About a year ago, I happened upon this statement about the Monitor in the Harvard Business Review – under the charming heading of “do things that don’t interest you”:

“Many things that end up” being meaningful, writes social scientist Joseph Grenny, “have come from conference workshops, articles, or online videos that began as a chore and ended with an insight. My work in Kenya, for example, was heavily influenced by a Christian Science Monitor article I had forced myself to read 10 years earlier. Sometimes, we call things ‘boring’ simply because they lie outside the box we are currently in.”

If you were to come up with a punchline to a joke about the Monitor, that would probably be it. We’re seen as being global, fair, insightful, and perhaps a bit too earnest. We’re the bran muffin of journalism.

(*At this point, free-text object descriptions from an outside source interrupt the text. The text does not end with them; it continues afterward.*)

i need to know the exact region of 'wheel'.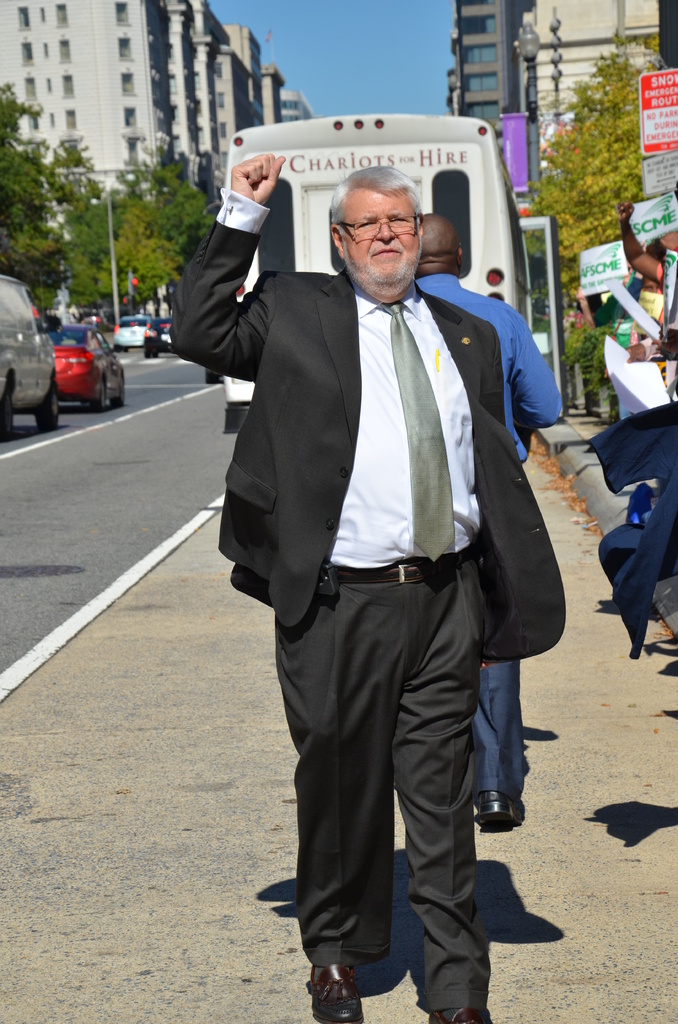
Region: 138,330,161,362.
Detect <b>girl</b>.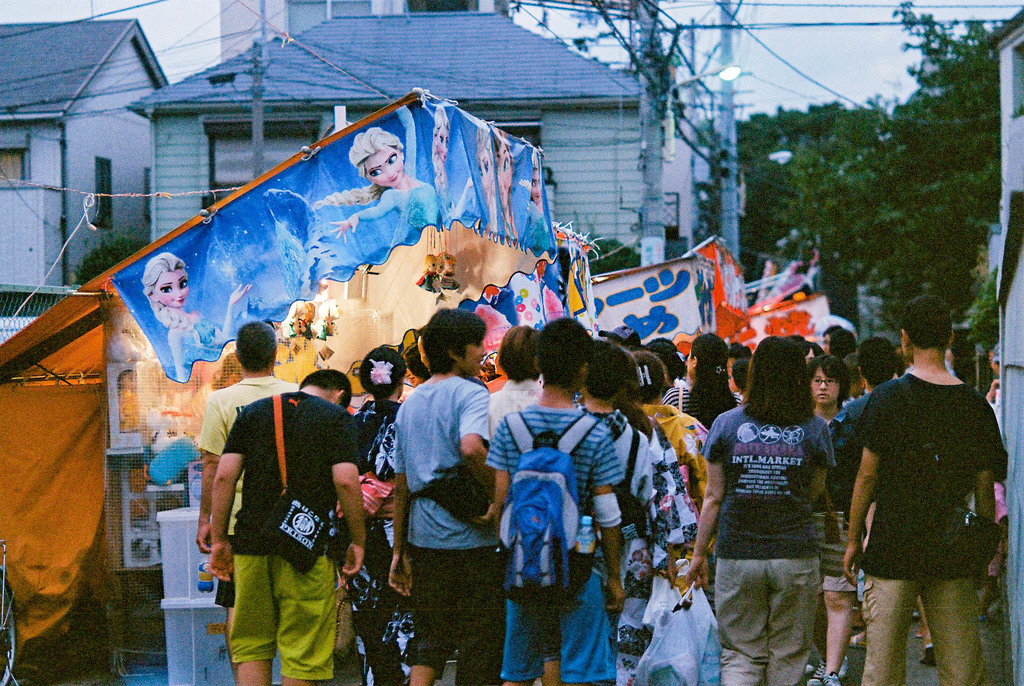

But you know what? We change lives. And I’m going to argue that we change lives precisely because we force open that too-small box that most human beings think they live in.

The Monitor is a peculiar little publication that’s hard for the world to figure out. We’re run by a church, but we’re not only for church members and we’re not about converting people. We’re known as being fair even as the world becomes as polarized as at any time since the newspaper’s founding in 1908.

We have a mission beyond circulation, we want to bridge divides. We’re about kicking down the door of thought everywhere and saying, “You are bigger and more capable than you realize. And we can prove it.”